Here they found beautiful residences, and on the next street were magnificent stores and shops. Elegant carriages, drawn by horses in shining harness, indicating wealth, were seen. Elegantly dressed ladies and gentlemen were premenading the street, or exchanging congratulations. Sukey thought this would "sort o' do," and he wondered why Terrence Malone had quartered them down in that miserable frog pond, when there was higher ground and better houses.

While standing on the corner watching the gay equipages and handsomely dressed people, a carriage drawn by a pair of snow-white horses came suddenly dashing down the street. The equipage, though one of the finest they had ever seen, was stained with travel as if it had come from a distance.

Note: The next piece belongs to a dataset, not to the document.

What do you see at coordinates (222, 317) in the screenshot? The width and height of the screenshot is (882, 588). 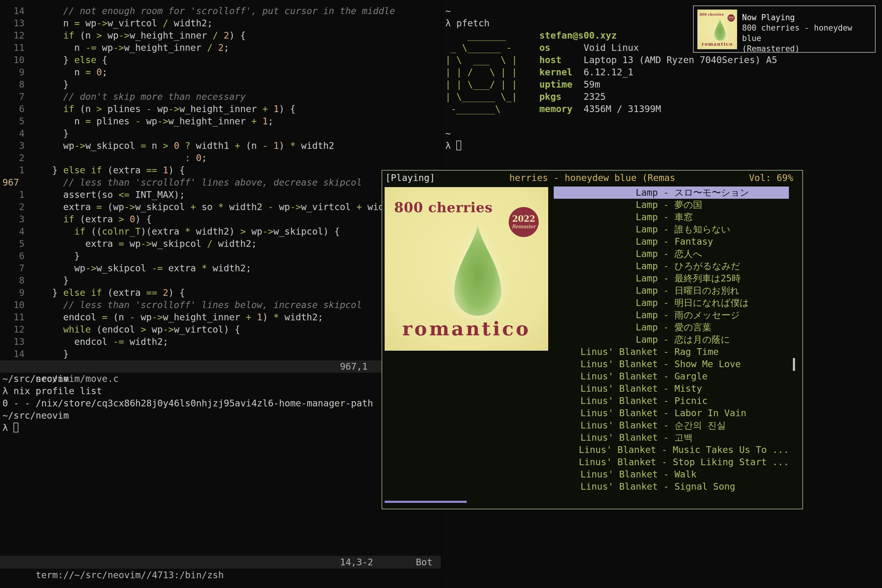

"There, Fernando, by zounds, there is some rich fellow you can be sure!" said Sukey as the vehicle drove by. "Egad! I would like to see who is inside of it."

He had that privilege, for the carriage paused only half a block away, and an elderly man with a rolling, sailor-like movement got out and assisted a young girl of about sixteen to alight.

"Jehosophat--Moses and Aaron's rod, my boy! do you see her?" gasped Sukey.

"Yes."

"Ain't she pretty?"

"Hush! she may hear you."

"Well, if she'd get mad at that, she is different from most girls."

"Her father might not think it much of a compliment."

The coachman, closing the door of the carriage mounted his box and took the reins, while the pretty girl took her father's arm and came down the street passing the young men, who, we fear, stared at her rudely. They were hardly to be blamed for it, for she was as near perfection as a girl of sixteen can be. Tall, willowy form, with deep blue eyes, soft as a gazelle's, long, silken lashes and arched eyebrows, with golden hair, and so graceful that every movement might be set to music.

Fernando gazed after her until she disappeared into a fashionable shop, and then, uttering a sigh, started as if from a dream.

"What do you say now, old fellow?" asked Sukey.

"Let us go home."

"Home?"

"Well, back to the widow Mahone's inn."

"All right; now let us try to find the trail."

It was no easy matter, although they had the street and number well fixed in their mind. Finally they asked a watchman (policemen were called watchmen in those days) and he conducted them to the abode of Mrs. Mahone.

The first person to greet them was Terrence. There was a bright smile on his jolly face as he cried:

"It's right plazed I am to see ye lookin' so cheerful, boys; and it's a good time ye be having roaming the streets and looking at the beauty of Baltimore. Much of it you'll find, to be sure. To-morrow we'll go to the academy, pay our entrance fee and begin business."

[ILLUSTRATION: AS NEAR PERFECTION AS A GIRL OF SIXTEEN CAN BE.]

"Terrence," said Fernando in a half whisper, "Can't we find a more comfortable place than this to live in?"

"Oh, be aisy, me frind, for it's an illegant a house I've got for all of us, and we'll be as comfortable there as a banshee."

Not knowing what a "banshee" was, Fernando, of course, could draw no conclusion from the comparison. When the three young men had entered their room, Terrence began to tell them of a beautiful "craythur" he had that day seen in town, and on inquiry learned she lived a few miles away on the coast. She was the daughter of an old sea captain and came almost daily to the city.

"What is her name?" asked Fernando.

"Lane."

"Great Jehosiphat, Fernando! Lane was on that carriage we saw," cried Sukey, starting suddenly from a couch on which he had been reclining.